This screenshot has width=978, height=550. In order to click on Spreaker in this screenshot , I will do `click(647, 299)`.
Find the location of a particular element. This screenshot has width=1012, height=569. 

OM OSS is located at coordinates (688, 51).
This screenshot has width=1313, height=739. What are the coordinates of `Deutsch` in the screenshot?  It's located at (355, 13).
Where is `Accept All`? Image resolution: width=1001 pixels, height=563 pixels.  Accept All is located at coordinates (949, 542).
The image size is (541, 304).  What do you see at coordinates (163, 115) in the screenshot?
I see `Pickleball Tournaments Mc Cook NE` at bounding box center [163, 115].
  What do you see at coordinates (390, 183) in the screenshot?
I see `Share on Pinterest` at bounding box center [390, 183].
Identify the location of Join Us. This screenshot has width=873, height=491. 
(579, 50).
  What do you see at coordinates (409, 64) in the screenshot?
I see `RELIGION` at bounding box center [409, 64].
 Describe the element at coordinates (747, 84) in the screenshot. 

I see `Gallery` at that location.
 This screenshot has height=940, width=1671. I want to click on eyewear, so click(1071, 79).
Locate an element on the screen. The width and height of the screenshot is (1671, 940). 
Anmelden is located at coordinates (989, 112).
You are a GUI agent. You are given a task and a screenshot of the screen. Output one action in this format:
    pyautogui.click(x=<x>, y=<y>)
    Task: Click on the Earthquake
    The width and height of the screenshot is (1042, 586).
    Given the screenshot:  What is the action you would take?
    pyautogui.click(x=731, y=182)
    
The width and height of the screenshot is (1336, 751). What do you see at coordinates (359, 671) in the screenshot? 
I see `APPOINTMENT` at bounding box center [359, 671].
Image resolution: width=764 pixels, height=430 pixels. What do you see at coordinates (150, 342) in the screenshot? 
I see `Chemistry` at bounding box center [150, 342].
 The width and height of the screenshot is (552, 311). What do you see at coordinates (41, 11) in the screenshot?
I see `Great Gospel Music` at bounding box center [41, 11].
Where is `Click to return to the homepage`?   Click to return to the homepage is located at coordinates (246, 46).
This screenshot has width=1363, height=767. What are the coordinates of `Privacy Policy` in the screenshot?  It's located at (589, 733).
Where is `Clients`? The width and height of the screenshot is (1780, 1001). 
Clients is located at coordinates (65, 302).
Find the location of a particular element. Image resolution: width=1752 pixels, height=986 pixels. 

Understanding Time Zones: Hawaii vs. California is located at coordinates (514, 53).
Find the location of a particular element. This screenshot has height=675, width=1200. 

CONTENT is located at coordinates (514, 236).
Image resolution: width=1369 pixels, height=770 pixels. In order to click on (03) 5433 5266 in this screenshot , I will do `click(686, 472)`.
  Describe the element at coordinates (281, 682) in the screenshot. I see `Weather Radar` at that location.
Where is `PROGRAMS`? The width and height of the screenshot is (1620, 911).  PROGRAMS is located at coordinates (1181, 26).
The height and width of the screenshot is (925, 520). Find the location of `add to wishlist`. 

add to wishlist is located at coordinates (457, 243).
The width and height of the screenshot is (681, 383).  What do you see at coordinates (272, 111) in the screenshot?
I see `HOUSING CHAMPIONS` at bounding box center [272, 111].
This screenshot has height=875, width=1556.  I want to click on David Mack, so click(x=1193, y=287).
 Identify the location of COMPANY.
- - -
Could you repeat every record above exactly as it stands?

This screenshot has width=978, height=550. In order to click on Spreaker in this screenshot , I will do `click(647, 299)`.
Find the location of a particular element. This screenshot has width=1012, height=569. 

OM OSS is located at coordinates (688, 51).
This screenshot has width=1313, height=739. What are the coordinates of `Deutsch` in the screenshot?  It's located at (355, 13).
Where is `Accept All`? Image resolution: width=1001 pixels, height=563 pixels.  Accept All is located at coordinates (949, 542).
The image size is (541, 304).  What do you see at coordinates (163, 115) in the screenshot?
I see `Pickleball Tournaments Mc Cook NE` at bounding box center [163, 115].
  What do you see at coordinates (390, 183) in the screenshot?
I see `Share on Pinterest` at bounding box center [390, 183].
Identify the location of Join Us. This screenshot has width=873, height=491. 
(579, 50).
  What do you see at coordinates (409, 64) in the screenshot?
I see `RELIGION` at bounding box center [409, 64].
 Describe the element at coordinates (747, 84) in the screenshot. 

I see `Gallery` at that location.
 This screenshot has height=940, width=1671. I want to click on eyewear, so click(1071, 79).
Locate an element on the screen. The width and height of the screenshot is (1671, 940). 
Anmelden is located at coordinates (989, 112).
You are a GUI agent. You are given a task and a screenshot of the screen. Output one action in this format:
    pyautogui.click(x=<x>, y=<y>)
    Task: Click on the Earthquake
    The width and height of the screenshot is (1042, 586).
    Given the screenshot:  What is the action you would take?
    pyautogui.click(x=731, y=182)
    
The width and height of the screenshot is (1336, 751). What do you see at coordinates (359, 671) in the screenshot? 
I see `APPOINTMENT` at bounding box center [359, 671].
Image resolution: width=764 pixels, height=430 pixels. What do you see at coordinates (150, 342) in the screenshot? 
I see `Chemistry` at bounding box center [150, 342].
 The width and height of the screenshot is (552, 311). What do you see at coordinates (41, 11) in the screenshot?
I see `Great Gospel Music` at bounding box center [41, 11].
Where is `Click to return to the homepage`?   Click to return to the homepage is located at coordinates (246, 46).
This screenshot has width=1363, height=767. What are the coordinates of `Privacy Policy` in the screenshot?  It's located at (589, 733).
Where is `Clients`? The width and height of the screenshot is (1780, 1001). 
Clients is located at coordinates (65, 302).
Find the location of a particular element. Image resolution: width=1752 pixels, height=986 pixels. 

Understanding Time Zones: Hawaii vs. California is located at coordinates (514, 53).
Find the location of a particular element. This screenshot has height=675, width=1200. 

CONTENT is located at coordinates (514, 236).
Image resolution: width=1369 pixels, height=770 pixels. In order to click on (03) 5433 5266 in this screenshot , I will do `click(686, 472)`.
  Describe the element at coordinates (281, 682) in the screenshot. I see `Weather Radar` at that location.
Where is `PROGRAMS`? The width and height of the screenshot is (1620, 911).  PROGRAMS is located at coordinates (1181, 26).
The height and width of the screenshot is (925, 520). Find the location of `add to wishlist`. 

add to wishlist is located at coordinates (457, 243).
The width and height of the screenshot is (681, 383).  What do you see at coordinates (272, 111) in the screenshot?
I see `HOUSING CHAMPIONS` at bounding box center [272, 111].
This screenshot has height=875, width=1556.  I want to click on David Mack, so click(x=1193, y=287).
 Identify the location of COMPANY.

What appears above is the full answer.